UAB’s Yabing Chen named a VA Research Career Scientist

This competitive award recognizes outstanding achievements and contributions to VA research and provides five years of salary support.

yabing chenYabing Chen, Ph.D., professor of pathology at the University of Alabama at Birmingham and a research scientist at the Birmingham VA Medical Center, has received a VA Research Career Scientist Award from the Department of Veterans Affairs.

This competitive award provides five years of salary support in recognition of outstanding achievements and contributions to VA research and development at the Birmingham VA Medical Center, and outstanding scientific accomplishments.

Chen is an established investigator with consistent extramural support from National Institutes of Health, Veterans Affairs and American Heart Association, and she has published more than 50 papers in high-impact, peer-reviewed journals. She studies molecular mechanisms of gene regulation and function in the pathogenesis of cancer and cardiovascular disease, both of which are major health burdens for veterans and the general population.

One of the recommendation letters for the award, from Dwight Towler, M.D., Ph.D., professor of medicine and director of the Jean D. Wilson Center for Biomedical Research at University of Texas Southwestern Medical Center, noted in particular Chen’s “elegant, groundbreaking studies on vascular calcification.” Vascular calcification, or hardening of the arteries, is prevalent in patients with atherosclerosis, diabetes and end-stage kidney disease, which promotes adverse outcomes in cardiovascular disease, the leading cause of illness and death in the United States and worldwide.

One of the most intriguing discoveries by Chen and colleagues revealed a novel paradigm — that artery calcification resembles bone remodeling — and they elucidated the distinct signaling pathways and the crosstalk between the cells involved in the development of atherosclerosis.

One of the most intriguing discoveries by Chen and colleagues revealed a novel paradigm — that artery calcification resembles bone remodeling — and they elucidated the distinct signaling pathways and the crosstalk between the cells involved in the development of atherosclerosis. Her high-impact Circulation Research paper on the key role of an osteogenic transcriptional factor Runx2 in regulating calcification of smooth muscle cells, for example, was a top downloaded paper, says research colleague Louis Dell’Italia, M.D.,associate chief of staff for Research at the Birmingham VA Medical Center and professor of medicine in the UAB Division of Cardiovascular Disease. Her recent Circulation Research paper on novel mechanisms underlying protein O-GlcNAC modification in promoting vascular calcification in diabetes was an editors’ pick and was accompanied by an editorial, Dell’Italia says.

Chen’s other major research arm investigates novel molecular mechanisms responsible for the resistance of pancreatic cancer to therapy.

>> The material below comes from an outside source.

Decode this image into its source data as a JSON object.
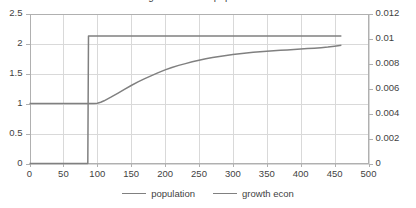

In this effort, Chen and collaborator Jay McDonald, M.D., professor emeritus in the UAB Department of Pathology and a VA physician scientist, have discovered several new modulators in the death receptor signaling pathway that are important in regulating pancreatic cancer cell death, and they have identified new therapeutic compounds that sensitize resistant pancreatic cancer to therapy in preclinical animal models. These novel basic science findings have translational potential to lead to clinical trials and human therapeutics in the future, McDonald says.

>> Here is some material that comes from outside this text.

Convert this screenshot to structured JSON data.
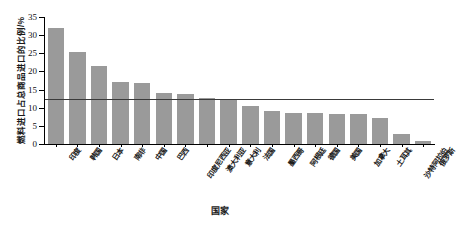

Besides Dell’Italia and McDonald, Chen’s research colleagues at UAB and the Birmingham VA Medical Center include Anupam Agarwal, M.D., director of the Division of Nephrology, UAB Department of Medicine, and a funded VA physician scientist; and Paul Sanders, M.D., professor of medicine in the UAB Division of Nephrology, and a funded VA physician scientist.

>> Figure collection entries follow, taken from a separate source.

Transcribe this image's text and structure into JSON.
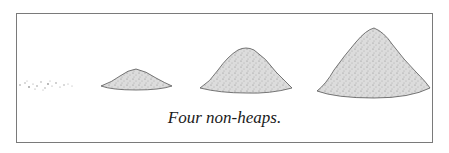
{
  "figure": {
    "caption": "Four non-heaps.",
    "piles": [
      {
        "name": "scattered-grains",
        "size": "none"
      },
      {
        "name": "small-pile",
        "size": "small"
      },
      {
        "name": "medium-pile",
        "size": "medium"
      },
      {
        "name": "large-pile",
        "size": "large"
      }
    ],
    "colors": {
      "frame": "#7a7a7a",
      "pile_fill": "#d8d8d8",
      "pile_edge": "#555555"
    }
  }
}
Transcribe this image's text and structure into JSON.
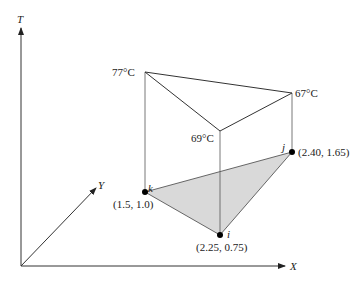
{
  "diagram": {
    "type": "3d-temperature-surface",
    "axes": {
      "t_label": "T",
      "x_label": "X",
      "y_label": "Y"
    },
    "nodes": [
      {
        "id": "k",
        "label": "k",
        "coords": "(1.5, 1.0)",
        "temperature": "77°C"
      },
      {
        "id": "i",
        "label": "i",
        "coords": "(2.25, 0.75)",
        "temperature": "69°C"
      },
      {
        "id": "j",
        "label": "j",
        "coords": "(2.40, 1.65)",
        "temperature": "67°C"
      }
    ],
    "colors": {
      "line": "#333333",
      "triangle_fill": "#d9d9d9",
      "node": "#000000"
    }
  }
}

Chen earned her undergraduate degree at Fudan University, Shanghai, and her Ph.D. at Xiamen University, Xiamen, China. Chen joined the UAB Department of Pathology in 2004 and was promoted to associate professor in 2010 and to professor in 2014. Chen also earned an MBA degree at the University of Vermont during her postdoctoral training.

At UAB, Dell’Italia holds the Elmer and Glenda Harris Endowed Chair in Cardiovascular Disease, Agarwal holds the Marie S. Ingalls Endowed Chair in Nephrology Leadership, and Sanders holds the Thomas E. Andreoli Endowed Chair in Nephrology.